I am trying to derive the differential of the product of two processes, but I got stuck. This is what I have until now:
We have the following two stochastic processes: $dX_t= \mu_t dt +\sigma_t dW_t$ and $dY_t = \eta_t dt + \vartheta_t d \bar{W}_t$, with the correlation between the two Brownian motions equal to $\rho$, that is
E[($W_t - W_s$)($\bar{W}_t - \bar{W}_s$)|$F_s$] = $\rho(t-s)$ for s $\leq$ t.
Then I can get an expression for $d(X_t Y_t)$ with the following trick:
I start with decomposition: $(X_t+Y_t)^2=X_t^2+Y_t^2+ 2X_t Y_t$,
Which leads by differentiation to $d(X_t Y_t)= \frac{1}{2}[d(\{X_t +Y_t\}^2) - d(X_t^2) - d(Y_t^2)]$
Next I applied Ito-lemma to all three parts separately as follows: $d(X_t^2)=(2\mu_tXt+\sigma_t^2)dt+ 2\sigma_t X_tdW_t= 2X_t dX_t + \sigma_t^2dt$ $d(Y_t^2)=(2\eta_t Y_t+\vartheta_t^2)dt+ 2\vartheta_t Y_t d\bar{W}_t= 2Y_t dY_t+\vartheta_t^2 dt$
Now I don't know how to apply Ito lemma to the last part, i.e., $d(\{X_t +Y_t\}^2)$. Particularly, I don't know how to account for the correlation between the two Brownian Motions. Can someone help me with this last step?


AIM OF THE EXERCISE - The lines wanted are those in the data below that include "head".

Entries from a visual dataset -
---
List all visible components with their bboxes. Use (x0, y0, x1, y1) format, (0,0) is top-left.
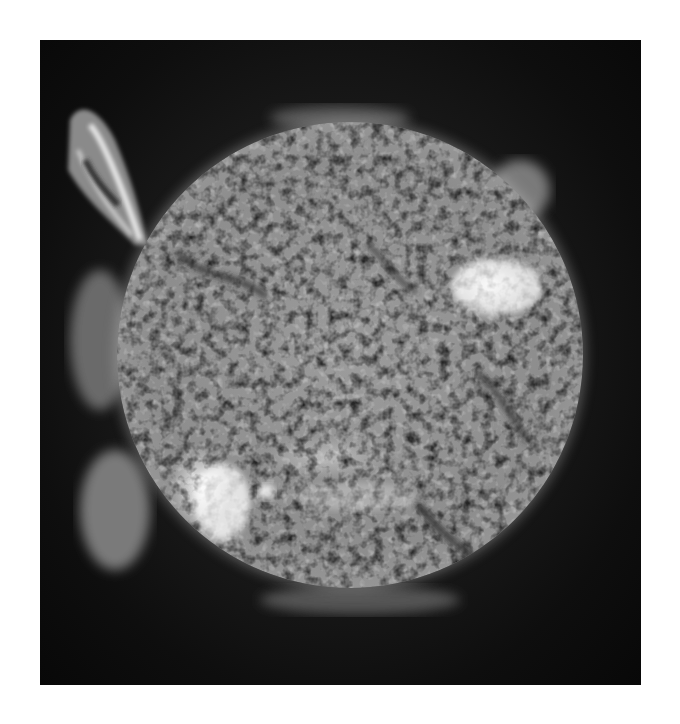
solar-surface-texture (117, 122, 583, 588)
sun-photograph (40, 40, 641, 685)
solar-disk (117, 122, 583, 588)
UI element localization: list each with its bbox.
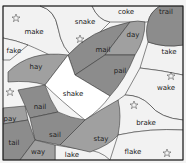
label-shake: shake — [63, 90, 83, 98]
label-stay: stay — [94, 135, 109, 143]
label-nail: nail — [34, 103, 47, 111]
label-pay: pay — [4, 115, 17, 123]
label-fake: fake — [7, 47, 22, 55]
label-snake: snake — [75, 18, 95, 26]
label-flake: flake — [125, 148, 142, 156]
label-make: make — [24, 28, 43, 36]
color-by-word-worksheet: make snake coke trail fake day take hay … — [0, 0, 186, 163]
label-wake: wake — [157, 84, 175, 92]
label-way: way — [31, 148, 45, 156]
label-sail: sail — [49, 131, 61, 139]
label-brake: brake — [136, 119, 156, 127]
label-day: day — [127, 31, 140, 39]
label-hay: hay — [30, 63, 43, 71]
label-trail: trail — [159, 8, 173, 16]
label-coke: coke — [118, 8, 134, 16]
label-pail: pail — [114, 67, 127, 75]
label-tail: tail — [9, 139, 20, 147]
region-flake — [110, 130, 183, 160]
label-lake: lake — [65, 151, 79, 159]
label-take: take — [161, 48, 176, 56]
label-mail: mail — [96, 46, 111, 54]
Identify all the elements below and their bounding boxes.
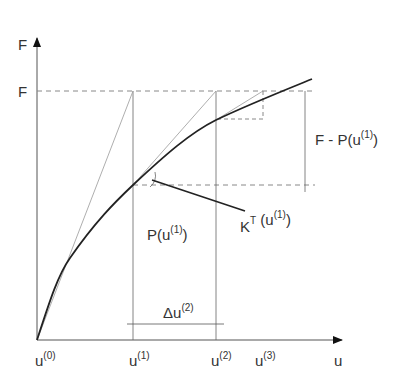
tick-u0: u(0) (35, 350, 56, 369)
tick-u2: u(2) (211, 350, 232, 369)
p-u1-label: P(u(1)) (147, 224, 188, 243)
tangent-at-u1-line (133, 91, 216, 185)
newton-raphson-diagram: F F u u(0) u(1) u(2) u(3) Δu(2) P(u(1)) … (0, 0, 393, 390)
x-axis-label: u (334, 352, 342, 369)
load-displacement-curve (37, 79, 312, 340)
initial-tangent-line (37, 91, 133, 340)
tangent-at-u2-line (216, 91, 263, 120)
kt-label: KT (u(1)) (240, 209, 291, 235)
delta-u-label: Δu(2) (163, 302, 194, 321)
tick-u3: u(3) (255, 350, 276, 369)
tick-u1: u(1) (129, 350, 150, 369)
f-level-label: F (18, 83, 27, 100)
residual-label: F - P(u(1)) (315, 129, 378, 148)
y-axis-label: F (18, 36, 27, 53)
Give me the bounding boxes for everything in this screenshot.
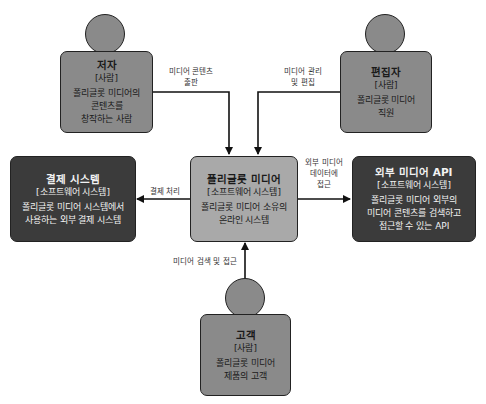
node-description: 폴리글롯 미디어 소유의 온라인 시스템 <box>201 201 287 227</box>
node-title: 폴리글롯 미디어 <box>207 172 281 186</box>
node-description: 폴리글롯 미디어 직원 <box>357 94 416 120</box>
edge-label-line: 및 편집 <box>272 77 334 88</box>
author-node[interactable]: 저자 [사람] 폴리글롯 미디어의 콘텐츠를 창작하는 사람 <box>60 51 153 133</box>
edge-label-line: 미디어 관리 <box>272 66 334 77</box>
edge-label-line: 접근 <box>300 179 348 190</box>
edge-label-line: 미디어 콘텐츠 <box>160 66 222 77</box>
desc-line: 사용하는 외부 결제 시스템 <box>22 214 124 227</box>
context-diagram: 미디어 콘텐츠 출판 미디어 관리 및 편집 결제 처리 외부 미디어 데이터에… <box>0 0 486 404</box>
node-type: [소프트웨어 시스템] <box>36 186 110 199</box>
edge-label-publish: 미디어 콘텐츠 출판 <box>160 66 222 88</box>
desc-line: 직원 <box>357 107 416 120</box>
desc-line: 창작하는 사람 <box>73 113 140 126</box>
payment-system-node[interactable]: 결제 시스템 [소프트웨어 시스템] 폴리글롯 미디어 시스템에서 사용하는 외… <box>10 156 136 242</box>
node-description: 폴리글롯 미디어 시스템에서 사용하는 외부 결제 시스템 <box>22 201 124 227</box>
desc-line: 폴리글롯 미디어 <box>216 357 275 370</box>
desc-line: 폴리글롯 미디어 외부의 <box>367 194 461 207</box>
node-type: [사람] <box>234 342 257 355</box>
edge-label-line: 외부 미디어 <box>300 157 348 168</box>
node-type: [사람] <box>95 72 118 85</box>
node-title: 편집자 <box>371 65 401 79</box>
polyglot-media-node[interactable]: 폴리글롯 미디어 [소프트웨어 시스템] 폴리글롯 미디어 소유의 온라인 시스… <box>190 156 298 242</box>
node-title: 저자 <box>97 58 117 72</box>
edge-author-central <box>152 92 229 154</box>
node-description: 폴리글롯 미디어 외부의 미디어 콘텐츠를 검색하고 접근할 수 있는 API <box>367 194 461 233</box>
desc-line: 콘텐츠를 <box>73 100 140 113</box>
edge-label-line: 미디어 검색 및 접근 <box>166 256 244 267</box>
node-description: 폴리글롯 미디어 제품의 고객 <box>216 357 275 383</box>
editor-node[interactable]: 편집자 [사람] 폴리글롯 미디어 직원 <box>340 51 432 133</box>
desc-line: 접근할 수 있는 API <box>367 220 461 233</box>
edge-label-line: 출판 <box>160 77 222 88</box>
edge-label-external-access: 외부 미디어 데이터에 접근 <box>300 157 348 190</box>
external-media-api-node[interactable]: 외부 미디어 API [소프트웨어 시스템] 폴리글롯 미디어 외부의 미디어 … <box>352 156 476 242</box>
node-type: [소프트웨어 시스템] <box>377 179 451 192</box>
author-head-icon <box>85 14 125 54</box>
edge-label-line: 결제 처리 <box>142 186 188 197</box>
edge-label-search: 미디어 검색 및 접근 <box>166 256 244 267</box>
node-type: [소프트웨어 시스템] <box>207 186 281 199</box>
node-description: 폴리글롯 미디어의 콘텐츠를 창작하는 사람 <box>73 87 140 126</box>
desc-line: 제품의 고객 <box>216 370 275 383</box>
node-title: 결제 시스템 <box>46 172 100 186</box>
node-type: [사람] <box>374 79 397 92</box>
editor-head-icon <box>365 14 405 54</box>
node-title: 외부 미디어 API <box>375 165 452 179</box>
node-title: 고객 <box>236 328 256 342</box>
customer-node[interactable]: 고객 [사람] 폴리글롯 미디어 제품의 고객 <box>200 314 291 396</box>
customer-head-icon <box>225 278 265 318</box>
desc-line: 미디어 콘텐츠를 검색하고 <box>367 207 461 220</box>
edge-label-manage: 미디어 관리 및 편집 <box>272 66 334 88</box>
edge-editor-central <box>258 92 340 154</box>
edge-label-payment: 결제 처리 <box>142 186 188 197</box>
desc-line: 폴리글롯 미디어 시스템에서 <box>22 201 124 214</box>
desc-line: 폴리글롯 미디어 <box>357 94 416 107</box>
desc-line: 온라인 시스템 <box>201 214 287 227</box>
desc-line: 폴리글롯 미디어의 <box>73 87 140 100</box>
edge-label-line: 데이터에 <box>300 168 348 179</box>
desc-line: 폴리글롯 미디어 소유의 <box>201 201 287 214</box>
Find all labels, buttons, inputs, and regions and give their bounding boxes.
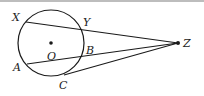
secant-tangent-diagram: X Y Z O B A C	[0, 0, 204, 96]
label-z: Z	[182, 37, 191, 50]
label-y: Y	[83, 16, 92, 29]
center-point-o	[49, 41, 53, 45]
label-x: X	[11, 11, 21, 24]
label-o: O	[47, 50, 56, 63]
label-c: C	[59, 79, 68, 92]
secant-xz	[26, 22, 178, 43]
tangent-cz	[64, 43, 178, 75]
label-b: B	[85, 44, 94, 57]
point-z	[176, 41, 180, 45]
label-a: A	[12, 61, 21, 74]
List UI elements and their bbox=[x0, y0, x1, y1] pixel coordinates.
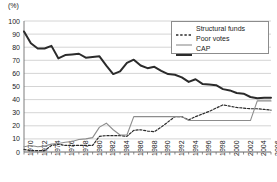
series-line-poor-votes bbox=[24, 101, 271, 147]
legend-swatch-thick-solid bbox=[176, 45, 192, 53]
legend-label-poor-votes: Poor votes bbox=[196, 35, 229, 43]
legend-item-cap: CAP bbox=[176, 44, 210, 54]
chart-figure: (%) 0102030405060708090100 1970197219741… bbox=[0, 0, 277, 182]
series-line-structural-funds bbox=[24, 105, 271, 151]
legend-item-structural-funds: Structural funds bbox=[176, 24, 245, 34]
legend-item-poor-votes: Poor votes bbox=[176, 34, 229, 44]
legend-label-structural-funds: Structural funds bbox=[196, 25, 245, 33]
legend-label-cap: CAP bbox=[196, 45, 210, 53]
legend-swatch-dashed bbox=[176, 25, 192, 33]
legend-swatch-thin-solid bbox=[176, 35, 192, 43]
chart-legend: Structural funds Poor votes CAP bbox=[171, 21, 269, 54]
---
EXERCISE OUTPUT -
author-head-icon <box>85 14 125 54</box>
editor-head-icon <box>365 14 405 54</box>
customer-head-icon <box>225 278 265 318</box>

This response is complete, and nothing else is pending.